Each second, as he lay and sweltered under the fighter’s wing, seemed like an eternity. Suddenly, he got up and began to walk towards the operations hut, To hell with it, he thought. If something doesn’t happen soon I’m going to take off anyway. Much more of this, and I won’t be in any condition to do anything.
He had not gone more than a few paces when Corporal Riley burst from the hut, his thumbs upturned. ‘It’s on, sir!’ he yelled. ‘The Jerry kite’s airborne!’
Yeoman turned and ran back to the Hurricane, clambering into the cockpit. It was fiercely hot, and he winced as his hands came into contact with metal objects.
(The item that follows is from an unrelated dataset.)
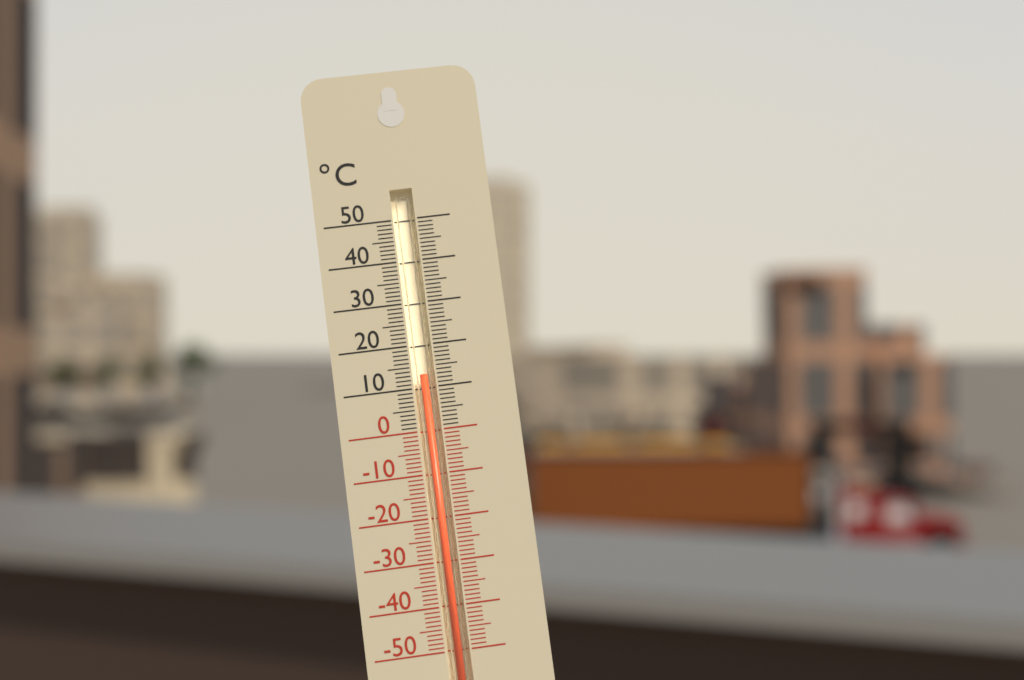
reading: 13 °C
The engine fired first time, a tribute to the fitters who had gone over it thoroughly during the night, and he taxied quickly out to the strip, turning in a cloud of billowing dust and opening the throttle. He didn’t bother to strap in; there would be time enough for that during the climb. What mattered now was to get into the air as quickly as possible. Every second counted.
To Yeoman, who had got used to long, laborious takeoffs in the hot desert air, the fighter lifted away after what seemed an incredibly short run. The removal of surplus weight had certainly made a big difference; he hoped it would be enough.
He pulled up the Hurricane’s undercarriage and climbed hard into the northern sky across Tobruk harbour, his eyes already searching for the first glimpse of his target. There was nothing. He fumbled with his straps as he climbed, cursing when his Mae West lifejacket got in the way. He carried no dinghy — that had been left behind to save weight — and he would have liked to abandon the lifejacket too, but his mission involved flying a considerable distance out to sea, and since he was not a strong swimmer the Mae West would be his only real means of support if he had to bale out or ditch.